Matter - Culture: Volume VII
Written by: Iain M. Banks
Reviewed by: Brad Williamson
Genre: Science-Fiction / Adventure
Score: 4.5/5
Matter at first seems one of the largest and most complex of the Culture novels, but it’s actually one of the simplest in structure. Harkening back to Inversions (and, to a lesser extent, even Dune), Banks explores for most of the book, an upstart society not yet on par with the Culture. Though, unlike in Inversions, the entire novel is not contained within the confines of this infant civilization. This small detail becomes a focus for Banks in this novel, one which he ingeniously uses to depict the varying degrees of civilizational power simultaneously ongoing at any single moment within the galaxy: from stone-age, planet-bound peoples, to space-faring, to light-speed travel-enabled, all the way up to the powerhouses equal to the Culture. This idea of a multitude of developments has been examined briefly in past novels, Consider Phlebas and Look To Windward in particular, but Matter is the first time he uses it as a story’s fulcrum to detail ideas such as the right to interfere, technological gifting, space-age bureaucracies, and civilizational apprenticing.

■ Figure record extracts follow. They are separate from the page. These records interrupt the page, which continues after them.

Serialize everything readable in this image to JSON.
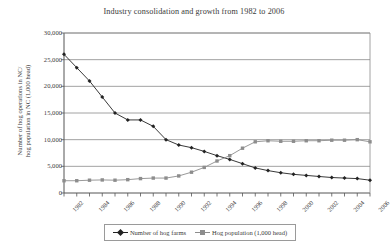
{
  "chart_data": {
    "type": "line",
    "title": "Industry consolidation and growth from 1982 to 2006",
    "xlabel": "",
    "ylabel": "Number of hog operations in NC/ hog population in NC (1,000 head)",
    "ylabel_lines": [
      "Number of hog operations in NC/",
      "hog population in NC (1,000 head)"
    ],
    "ylim": [
      0,
      30000
    ],
    "ytick_values": [
      30000,
      25000,
      20000,
      15000,
      10000,
      5000,
      0
    ],
    "ytick_labels": [
      "30,000",
      "25,000",
      "20,000",
      "15,000",
      "10,000",
      "5,000",
      "0"
    ],
    "grid": "horizontal",
    "legend_position": "bottom",
    "x": [
      1982,
      1983,
      1984,
      1985,
      1986,
      1987,
      1988,
      1989,
      1990,
      1991,
      1992,
      1993,
      1994,
      1995,
      1996,
      1997,
      1998,
      1999,
      2000,
      2001,
      2002,
      2003,
      2004,
      2005,
      2006
    ],
    "xtick_labels": [
      "1982",
      "1984",
      "1986",
      "1988",
      "1990",
      "1992",
      "1994",
      "1996",
      "1998",
      "2000",
      "2002",
      "2004",
      "2006"
    ],
    "xtick_values": [
      1982,
      1984,
      1986,
      1988,
      1990,
      1992,
      1994,
      1996,
      1998,
      2000,
      2002,
      2004,
      2006
    ],
    "series": [
      {
        "name": "Number of hog farms",
        "color": "#222222",
        "marker": "diamond",
        "values": [
          26000,
          23500,
          21000,
          18000,
          15000,
          13700,
          13700,
          12500,
          10000,
          9000,
          8500,
          7800,
          7000,
          6300,
          5500,
          4700,
          4200,
          3800,
          3500,
          3300,
          3100,
          2900,
          2800,
          2700,
          2400
        ]
      },
      {
        "name": "Hog population (1,000 head)",
        "color": "#8d8d8d",
        "marker": "square",
        "values": [
          2300,
          2300,
          2400,
          2450,
          2400,
          2500,
          2700,
          2800,
          2800,
          3200,
          3900,
          4800,
          6000,
          7000,
          8400,
          9600,
          9800,
          9700,
          9700,
          9800,
          9800,
          9900,
          9900,
          10000,
          9600
        ]
      }
    ]
  },
  "legend": {
    "entries": [
      {
        "label": "Number of hog farms"
      },
      {
        "label": "Hog population (1,000 head)"
      }
    ]
  }
}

In his trademark style he also, somehow, finds time to explore new things: shellworlds, 4-dimensional space, an in-depth examination of a race in the Morthanveld that rivals the Culture’s power better than any since the Iridians, along with the political, peacetime tensions between these two races. But, as ever, he examines these issues in such a way as to make it clear they’ve existed all along, that they are only now being introduced but that since the first book the universe has been much larger than it at first appears, much like our own.
This book does, however, lag towards the end, not in a bad way, but in such a way as to make the book feel just a bit overextended. Still, the conclusion is splendid as always and the novel satisfies in nearly every way.